Advertisement

A Whole New World

Share

So much for Pirates of the Caribbean. For embattled Walt Disney Co., it’s now about pirates from the cable television industry who threaten to storm the Magic Kingdom and, quite possibly, bring an abrupt end to embattled Disney Chairman Michael D. Eisner’s two-decade reign.

Los Angeles is full of people who work for Disney, used to work for Disney or spend a lot of money on Disney -- so Comcast’s audacious bid for the home-grown company makes for compelling theater on many levels. A week ago, Eisner’s focus was on stamping out the palace revolt led by Roy Disney, a former company director and nephew of company founder Walt Disney. Now an upstart cable guy (Comcast Chief Executive Brian L. Roberts) has made a $51-billion bid to buy the world’s best-known entertainment brand.

Comcast and Disney used to live on different sides of the media world. True to its Hollywood heritage, Disney produced content (movies, cartoons, television programming and music) that ran on movie screens and television networks and cable systems owned by Comcast and others. Now Comcast and a handful of increasingly powerful media companies hope to make entertainment and media a smaller world by concentrating their grip on content and distribution.

Advertisement

Peel back the layers, as Janet Jackson recently did, and the media consolidation is increasingly evident.

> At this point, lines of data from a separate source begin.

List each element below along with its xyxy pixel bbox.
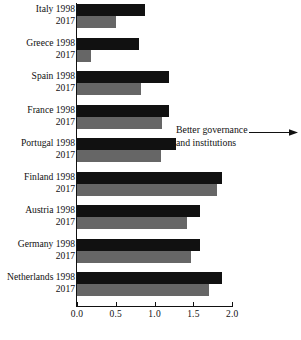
bar-spain-1998 — [77, 71, 169, 83]
bar-row: 2017 — [0, 50, 301, 62]
bar-austria-2017 — [77, 217, 187, 229]
bar-row: Finland 1998 — [0, 172, 301, 184]
bar-finland-2017 — [77, 184, 217, 196]
bar-netherlands-1998 — [77, 272, 222, 284]
x-axis-tick-label: 0.5 — [110, 309, 122, 319]
bar-greece-1998 — [77, 38, 139, 50]
bar-row-label: 2017 — [56, 49, 75, 61]
bar-row-label: Italy 1998 — [36, 3, 75, 15]
bar-row-label: Spain 1998 — [32, 70, 75, 82]
bar-france-2017 — [77, 117, 162, 129]
bar-row-label: Portugal 1998 — [21, 137, 75, 149]
x-axis-tick-label: 1.0 — [148, 309, 160, 319]
bar-austria-1998 — [77, 205, 200, 217]
bar-portugal-2017 — [77, 150, 161, 162]
bar-row-label: Austria 1998 — [25, 204, 75, 216]
bar-row-label: 2017 — [56, 82, 75, 94]
bar-row-label: 2017 — [56, 283, 75, 295]
bar-spain-2017 — [77, 83, 141, 95]
bar-group-netherlands: Netherlands 19982017 — [0, 272, 301, 296]
bar-row: 2017 — [0, 251, 301, 263]
bar-row: Netherlands 1998 — [0, 272, 301, 284]
bar-row: Italy 1998 — [0, 4, 301, 16]
bar-group-greece: Greece 19982017 — [0, 38, 301, 62]
bar-row-label: 2017 — [56, 216, 75, 228]
x-axis-tick — [116, 302, 117, 307]
bar-row: France 1998 — [0, 105, 301, 117]
x-axis-tick — [155, 302, 156, 307]
annotation-line-2: and institutions — [176, 136, 301, 149]
plot-area: 0.00.51.01.52.0 Italy 19982017Greece 199… — [0, 0, 301, 340]
bar-row-label: 2017 — [56, 183, 75, 195]
bar-row: Greece 1998 — [0, 38, 301, 50]
bar-italy-2017 — [77, 16, 116, 28]
bar-portugal-1998 — [77, 138, 176, 150]
bar-group-finland: Finland 19982017 — [0, 172, 301, 196]
bar-greece-2017 — [77, 50, 91, 62]
x-axis-tick-label: 1.5 — [187, 309, 199, 319]
bar-row-label: 2017 — [56, 15, 75, 27]
bar-group-spain: Spain 19982017 — [0, 71, 301, 95]
bar-germany-2017 — [77, 251, 191, 263]
bar-group-austria: Austria 19982017 — [0, 205, 301, 229]
x-axis-tick — [193, 302, 194, 307]
bar-group-italy: Italy 19982017 — [0, 4, 301, 28]
bar-chart: 0.00.51.01.52.0 Italy 19982017Greece 199… — [0, 0, 301, 340]
bar-italy-1998 — [77, 4, 145, 16]
bar-row: 2017 — [0, 16, 301, 28]
x-axis-tick-label: 0.0 — [71, 309, 83, 319]
bar-france-1998 — [77, 105, 169, 117]
bar-row-label: France 1998 — [27, 104, 75, 116]
x-axis-tick — [232, 302, 233, 307]
bar-row-label: Greece 1998 — [26, 37, 75, 49]
bar-row: Germany 1998 — [0, 239, 301, 251]
bar-row-label: 2017 — [56, 149, 75, 161]
bar-row: 2017 — [0, 83, 301, 95]
bar-row: Austria 1998 — [0, 205, 301, 217]
bar-row: Spain 1998 — [0, 71, 301, 83]
arrow-right-icon — [249, 128, 299, 137]
bar-row: 2017 — [0, 150, 301, 162]
bar-row-label: Finland 1998 — [24, 171, 75, 183]
bar-row: 2017 — [0, 284, 301, 296]
x-axis-tick-label: 2.0 — [226, 309, 238, 319]
bar-row-label: Netherlands 1998 — [7, 271, 75, 283]
bar-netherlands-2017 — [77, 284, 209, 296]
x-axis-tick — [77, 302, 78, 307]
bar-finland-1998 — [77, 172, 222, 184]
bar-row-label: Germany 1998 — [18, 238, 75, 250]
bar-row-label: 2017 — [56, 116, 75, 128]
bar-row: 2017 — [0, 217, 301, 229]
bar-group-germany: Germany 19982017 — [0, 239, 301, 263]
bar-row: 2017 — [0, 184, 301, 196]
bar-germany-1998 — [77, 239, 200, 251]
bar-row-label: 2017 — [56, 250, 75, 262]
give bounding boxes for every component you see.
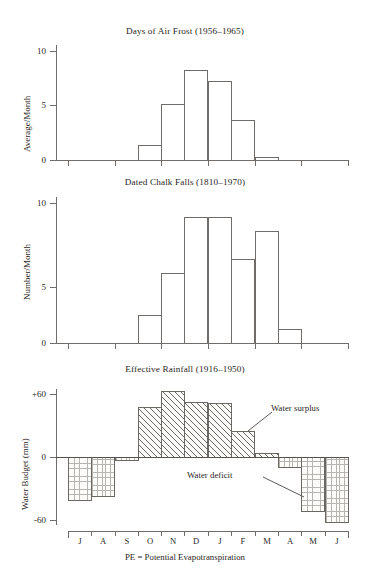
bar-water-surplus-oct (138, 407, 162, 458)
month-label-jun: J (325, 536, 349, 546)
y-tick-label-10-air-frost: 10 (22, 46, 46, 56)
y-tick-label-plus60: +60 (20, 389, 46, 399)
x-tick-mark (208, 344, 209, 349)
bar-chalk-falls-nov (161, 273, 185, 344)
x-tick-mark (115, 344, 116, 349)
bar-chalk-falls-oct (138, 315, 162, 344)
y-tick-label-0-air-frost: 0 (22, 155, 46, 165)
month-label-nov: N (161, 536, 185, 546)
bar-air-frost-jan (208, 81, 232, 161)
x-tick-mark (161, 161, 162, 166)
x-tick-mark (301, 344, 302, 349)
zero-baseline-water-budget (56, 457, 349, 458)
bar-chalk-falls-mar (255, 231, 279, 344)
month-label-mar: M (255, 536, 279, 546)
annotation-water-deficit: Water deficit (187, 470, 232, 480)
bar-water-deficit-aug (91, 457, 115, 497)
annotation-water-surplus: Water surplus (271, 403, 319, 413)
y-tick-label-10-chalk-falls: 10 (22, 198, 46, 208)
y-tick-label-5-air-frost: 5 (22, 100, 46, 110)
bar-chalk-falls-apr (278, 329, 302, 344)
month-label-aug: A (91, 536, 115, 546)
panel-title-air-frost: Days of Air Frost (1956–1965) (0, 26, 370, 36)
bar-air-frost-dec (184, 70, 208, 161)
y-axis-air-frost (56, 45, 57, 161)
leader-line-water-deficit (263, 477, 306, 499)
month-label-apr: A (278, 536, 302, 546)
x-tick-mark (68, 344, 69, 349)
month-label-oct: O (138, 536, 162, 546)
bar-water-surplus-nov (161, 391, 185, 458)
panel-title-chalk-falls: Dated Chalk Falls (1810–1970) (0, 177, 370, 187)
bar-water-deficit-jun (325, 457, 349, 523)
panel-title-effective-rainfall: Effective Rainfall (1916–1950) (0, 364, 370, 374)
month-label-dec: D (184, 536, 208, 546)
x-tick-mark (208, 161, 209, 166)
x-tick-mark (348, 344, 349, 349)
bar-chalk-falls-dec (184, 217, 208, 344)
leader-line-water-surplus (248, 412, 274, 432)
bar-air-frost-nov (161, 104, 185, 161)
month-label-may: M (301, 536, 325, 546)
bar-air-frost-oct (138, 145, 162, 161)
x-tick-mark (115, 161, 116, 166)
y-tick-label-zero: 0 (20, 452, 46, 462)
bar-water-deficit-apr (278, 457, 302, 468)
y-tick-label-minus60: -60 (20, 515, 46, 525)
x-tick-mark (301, 161, 302, 166)
y-tick-label-0-chalk-falls: 0 (22, 338, 46, 348)
x-tick-mark (161, 344, 162, 349)
bar-chalk-falls-feb (231, 259, 255, 344)
x-tick-mark (255, 344, 256, 349)
footnote-pe-definition: PE = Potential Evapotranspiration (0, 552, 370, 562)
x-tick-mark (255, 161, 256, 166)
x-tick-mark (68, 161, 69, 166)
month-label-sep: S (115, 536, 139, 546)
y-axis-label-water-budget: Water Budget (mm) (20, 438, 30, 510)
month-label-jan: J (208, 536, 232, 546)
bar-air-frost-mar (255, 157, 279, 161)
bar-air-frost-feb (231, 120, 255, 161)
y-tick-label-5-chalk-falls: 5 (22, 282, 46, 292)
month-label-jul: J (68, 536, 92, 546)
bar-water-surplus-dec (184, 402, 208, 458)
figure-root: Days of Air Frost (1956–1965) Average/Mo… (0, 0, 370, 573)
bar-water-surplus-feb (231, 431, 255, 458)
y-axis-chalk-falls (56, 197, 57, 344)
bar-chalk-falls-jan (208, 217, 232, 344)
bar-water-deficit-jul (68, 457, 92, 501)
bar-water-surplus-jan (208, 403, 232, 458)
x-tick-mark (348, 161, 349, 166)
month-label-feb: F (231, 536, 255, 546)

Viacom owns CBS, which broadcasts the Super Bowl, and MTV, which produced the unfortunate halftime show. Comcast, the nation’s largest cable television company and a major force in high-speed Internet access, now hopes to snare Disney, along with its ABC television network, the vaunted theme parks, movie production companies and the ESPN juggernaut.

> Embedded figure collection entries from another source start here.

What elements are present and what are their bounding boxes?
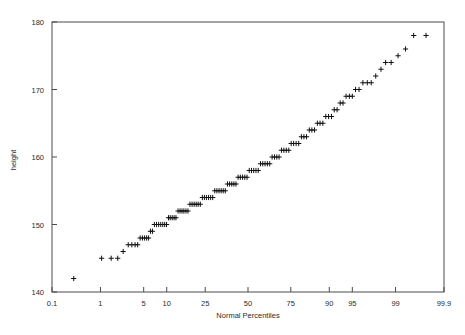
x-tick-label: 99.9 — [437, 299, 452, 308]
x-tick-label: 50 — [244, 299, 252, 308]
x-tick-label: 10 — [163, 299, 171, 308]
x-tick-label: 5 — [142, 299, 146, 308]
y-tick-label: 150 — [31, 221, 44, 230]
y-tick-label: 180 — [31, 18, 44, 27]
y-tick-label: 140 — [31, 288, 44, 297]
x-axis-title: Normal Percentiles — [216, 311, 280, 320]
x-tick-label: 0.1 — [47, 299, 57, 308]
figure-background — [0, 0, 465, 335]
x-tick-label: 99 — [391, 299, 399, 308]
x-tick-label: 95 — [348, 299, 356, 308]
x-tick-label: 90 — [325, 299, 333, 308]
normal-probability-plot-figure: 0.1151025507590959999.9 140150160170180 … — [0, 0, 465, 335]
plot-canvas: 0.1151025507590959999.9 140150160170180 … — [0, 0, 465, 335]
y-axis-title: height — [9, 149, 18, 170]
y-tick-label: 170 — [31, 86, 44, 95]
x-tick-label: 25 — [201, 299, 209, 308]
y-tick-label: 160 — [31, 153, 44, 162]
x-tick-label: 1 — [98, 299, 102, 308]
x-tick-label: 75 — [287, 299, 295, 308]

No matter what happens to Disney, though, the federal government must protect the public interest by ensuring that diversity of media ownership survives. What guarantees, for example, are there that Comcast wouldn’t hold Disney’s best programming back for itself, or demand higher ESPN fees from consumers whose only sin is sending the monthly cable TV check to a Comcast competitor?

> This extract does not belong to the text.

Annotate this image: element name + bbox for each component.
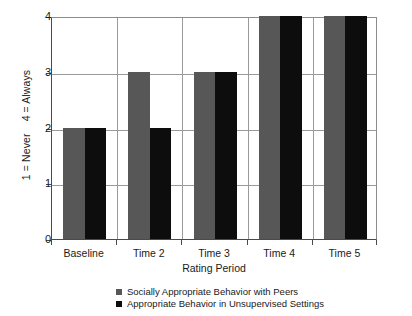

The businesses of Disney and Comcast don’t overlap, so it’s uncertain whether the Justice Department or the Federal Trade Commission would find antitrust problems. The federal courts in 2002 cleared the way for companies to own both broadcast and cable businesses. That leaves Congress and the Federal Communications Commission to protect the public interest by ensuring that a dwindling number of media giants will not determine what Americans see and hear. Meanwhile, the entertainment value of watching this epic business battle unfold is better than fiction. Watch for the “based on a true story” movie -- on cable.